SWPC forecasts and warns for three different kinds of solar energy storms, solar flares, radiation storms, and geomagnetic storms. They all tend to originate in sections of disturbed magnetism on the sun, areas known as sunspots. 

Solar Flares

A solar flare is a release of energy from the sun which happens when the magnetic field lines in a sunspot get stressed from mixed up magnetic polarities. Solar flares release a variety of energy in different wavelengths, but scientists focus on the X-ray emissions to measure the flare's intensity. 

"The big flare on Thursday reached over 100 times the background flux of the sun at the time of solar maximum," said Dahl. "If the sun was in solar minimum, that flare would have been anywhere from 1,000 to 10,000 times the flux of the sun."

X-rays travel at the speed of light so it only takes about 8 minutes for the energy to reach the Earth. That gives SWPC very little time to issue a warning to those on Earth who need notification but their forecast leading up to Thursday's flare called for a high probability of a strong solar flare occurring from the active sunspot region that it originated from.

He said SWPC has an intensity scale for solar flares based on the physical solar flux measurement of the x-rays. It's sometimes known as the Radio Blackout scale. R1 being a minor solar flare, while R5 is extreme. 

The strong flare that happened on Thursday had a solar flux measurement of X6.3 which made it an R3 or Strong flare on the scale. He said all three solar flares this week were rated R3. Those are the three strongest solar flares of solar cycle 25, the current cycle. 

There is an average of 174 solar flares rated R3 in each roughly 11-year solar cycle, so they are fairly common. There's an average of eight R4 solar flares per cycle and R5's are extremely rare. There has not been an R4 in the current solar cycle, nor was there one in the previous cycle (Solar cycle 24). Solar cycle 23 had three R4 flares in its more than 12-year cycle. 

The last R5 solar flare to impact the Earth happened on Aug. 16, 1989. Its solar flux measurement was X20.

Coronal Mass Ejections

A coronal mass ejection (CME) is another type of magnetic field ejection from the sun, but it's accompanied by plasma from the Sun's corona. It is common for a CME to occur at about the same time as a solar flare, but as we saw on Thursday, a CME doesn't always follow a flare. 

A CME travels much slower than the energy from a solar flare. Dahl said fasted they usually reach Earth is about 18 hours, although scientists believe that it could even be as little as 15 hours. 

But he said normally they take 2-4 days to reach Earth which gives them ample time to issue watches and warnings. 

When the plasma from a CME reaches the Earth's magnetic field there is an electrical interaction which is known as a geomagnetic storm.

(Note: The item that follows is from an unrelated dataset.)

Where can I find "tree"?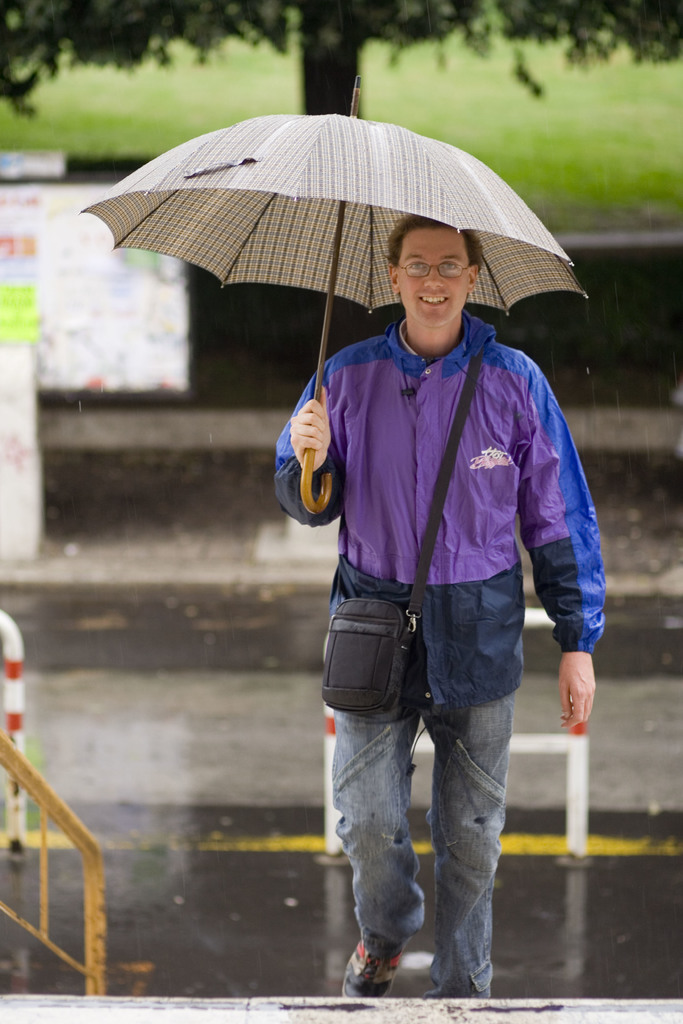
You can find it at detection(0, 2, 665, 115).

It manifests visually as the aurora borealis or northern lights. It can cause malfunctions or even damage to power systems, spacecraft operations and communication systems. 

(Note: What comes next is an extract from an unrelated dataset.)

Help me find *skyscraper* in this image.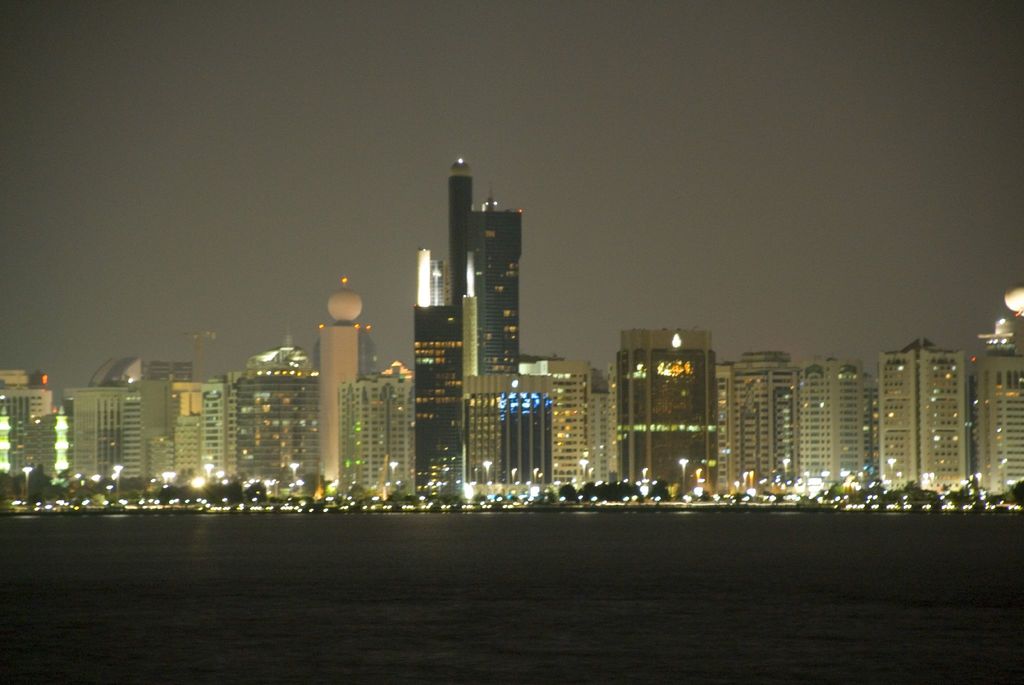
Found it: [402, 241, 473, 521].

Geomagnetic storms are also measured and rated on an intensity scale. G1 being minor while a G5 is extreme. There have been several G4 storms in the current solar cycle including most recently in March and April of 2023. 

The last G5 storm to hit Earth happened in October of 2003.

Solar Radiation Storms

Solar radiation storms occur when large quantities of charged particles, protons and electrons, are accelerated by processes at or near the Sun. They are also commonly tied to solar flare events and can cause CMEs. 

The Earth's atmosphere and ozone layer provide substantial protection from radiation storms but great risk to space and satellite operations including human astronauts. 

They are also tracked on an intensity scale from S1 - S5. The scale is based on measurements of energetic protons taken by the GOES satellite in geosynchronous orbit.